Tag: The Jungle Book

  • Wild Movie Soundtracks Picture Perfect

    Wild Movie Soundtracks Picture Perfect

    This week on “Picture Perfect,” as we put our faith in the groundhog and brace ourselves for six more weeks of winter, we defer to the natural wisdom of the wild kingdom.

    We’ll hear selections from John Barry’s music for “Born Free” (1966), based on Joy Adamson’s memoir about the raising of Elsa, an orphaned lion cub who grows to adulthood and is eventually released into the Kenyan wilderness. The music proved a double Academy Award winner for Barry, who was recognized for Best Original Score and Best Original Song.

    Jerome Moross, best known for his music to “The Big Country,” had such a strong personality that his immediately recognizable sound extended even to his work on the National Geographic special, “Grizzly!” (1967), a documentary about a pair of ecologists studying North American bears. “Grizzly!” sports an energetic Americana score that is cut very much from the same cloth.

    The Korda Brothers’ adaptation of Rudyard Kipling’s “The Jungle Book” (1942) stars the charismatic Indian actor Sabu, as Mowgli, raised by wolves, who yearns to reconnect with his human roots. (For the record, Kipling pronounced “Mowgli” so that the first syllable rhymes with “cow.”) Miklós Rózsa wrote the enchanting score.

    And we can’t get through the hour without hearing Henry Mancini’s “Baby Elephant Walk,” from “Hatari!” (1962). So many exclamation points in these wilderness titles! The film was directed by Howard Hawks and starred John Wayne. In case you’re wondering, “Hatari!” is Swahili for “Danger!”

    No danger in treating yourself to this cinematic carnival of the animals. We’re going wild this week on “Picture Perfect,” this Friday evening at 6:00 EST, on WWFM – The Classical Network and wwfm.org.

  • Koechlin’s 150th A Neglected Genius?

    Koechlin’s 150th A Neglected Genius?

    Today is the 150th anniversary of the birth of French composer Charles Koechlin. If anyone can find even a single mention, anywhere on the internet, of an official sesquicentennial observance, I would be very curious to know. Alas, it would seem he is the very definition of a neglected composer.

    You can refer to my Saturday post on this fascinating polymath to learn more about his eclectic interests and his close associations with Gabriel Fauré and Claude Debussy. Things will only get more Koechlin-intensive as the week progresses and I pull out all the stops. (You certainly won’t catch me pulling at that beard.)

    For today, I hope you will join me for a selection from Koechlin’s music inspired by Rudyard Kipling’s “The Jungle Book” and some of his very famous work as an orchestrator. The music will be recognizable, even if, apparently, the orchestrator is not.

    We’ll be crushing on Koechlin, among our featured composers, this Monday from 4 to 7 p.m. EST, on WWFM – The Classical Network and wwfm.org.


■ What is expected: Omit every picture. Return all other data as it stands.

■ Records from a data source:
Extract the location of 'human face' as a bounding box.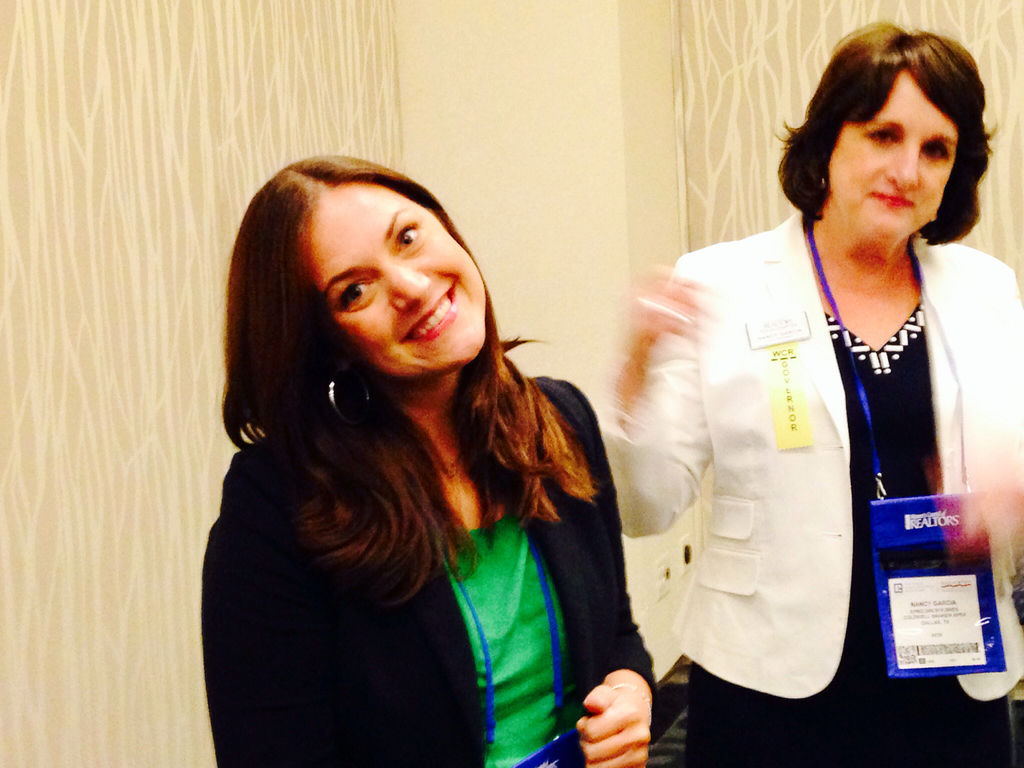
829, 67, 958, 244.
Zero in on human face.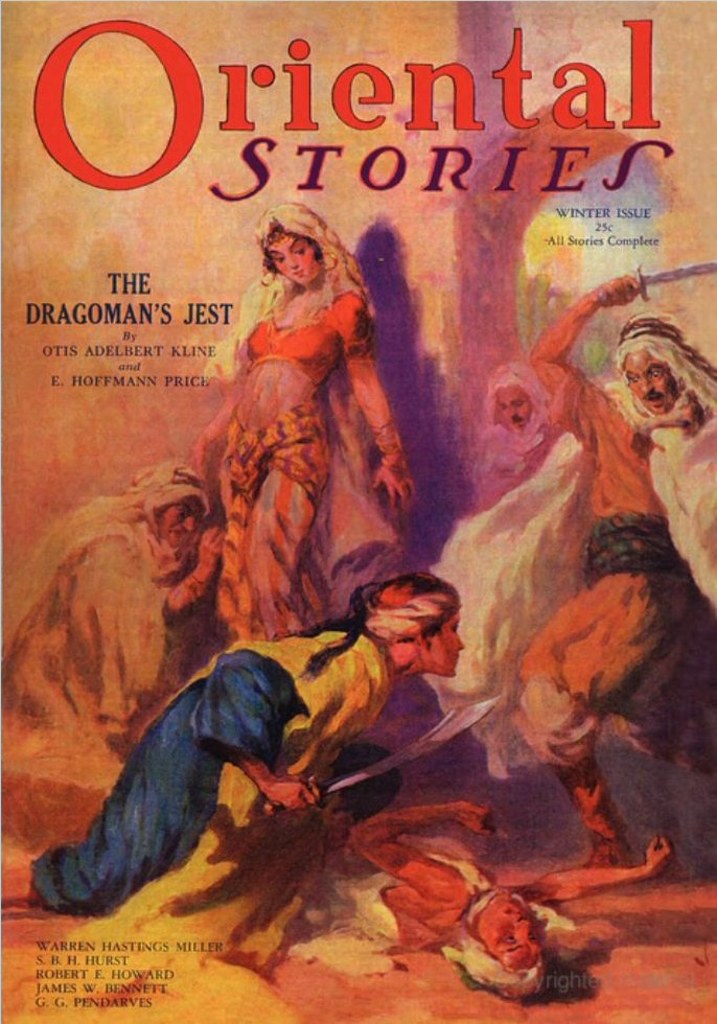
Zeroed in: locate(624, 348, 678, 415).
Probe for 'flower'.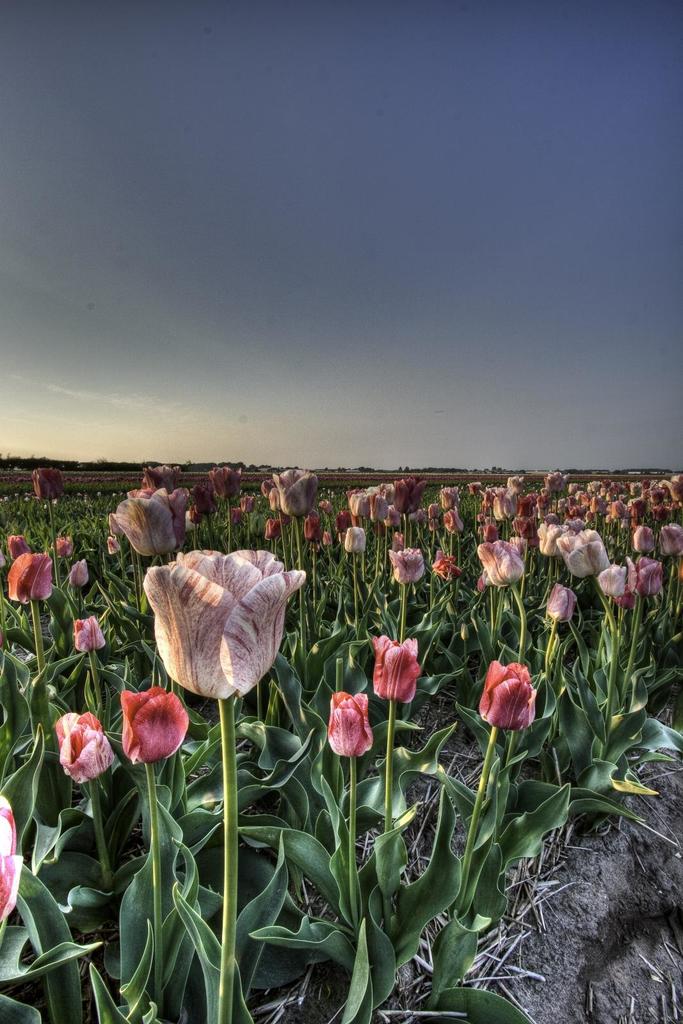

■ Result for this exercise:
Extract the location of 'human face' as a bounding box.
829, 67, 958, 244.
Zero in on human face.
Zeroed in: locate(624, 348, 678, 415).
Probe for 'flower'.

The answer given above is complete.